Two Poems

At Gorham and Blount Streets

The man who wears the brown beret
has slumped to the bench by the curb.
Today his eyes are as blank as the surface of Metis,
the smallest of Jupiter's moons that my telescope
captures. The man is here most mornings;

we board the bus together. He'll occasionally sigh
or fidget. Maybe he'll stretch, or crack his knuckles.
Mainly he stares, his cheeks ruddy, his neck flushed,
his forehead almost rutted. I picture striated, reddish Io,
another of Jupiter's luminous moons.

It must have been a month ago, he turned to me
and mentioned the icy weather. I nodded
and we talked for that one minute.

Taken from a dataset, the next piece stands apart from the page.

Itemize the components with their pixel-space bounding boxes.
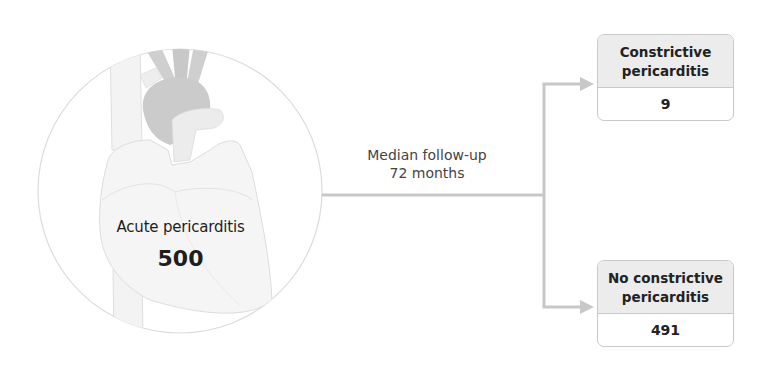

The cold wasn't unusual;
our winters are always cruel. But he needed to speak.
It was as if Ganymede—Jupiter's crystalline moon—

had broken its silence. Since then, I've watched him shrink,
become his own shadow, the way Callisto—the farthest
of Jupiter's moons—dwindles, no matter the strength
of my lens. Still, every planetary body hides
a dark side. The man who wears the brown beret begins

to sob, as if the moons of Jupiter could weep in unison.

 

Come To Light

 "I saw the angel in the marble
 and carved until I set him free." —Michelangelo.

The sun achieves precisely the proper angle
to highlight this polished, spotless toilet. Placed upon
the sidewalk apron, severed from sewers and feces,
the object's porcelain body defies such words
as dazzle, pure, gleam, alabaster. It evokes
the pearl on the ear of the girl in Vermeer's
portrait. Both are of a whiteness no one has defined,

a whiteness that hijacks the eye to the border
of blindness. Passers-by ignore the cluster of daisies,
the newly painted lanes on the road. Instead, they stare
at the toilet. People examine the seemingly casual
glance of Vermeer's model. Then they return to the pearl,
as they never would a piece of chalk; a bowl of milk;
or fresh snow on porch stairs. A spirit emerges.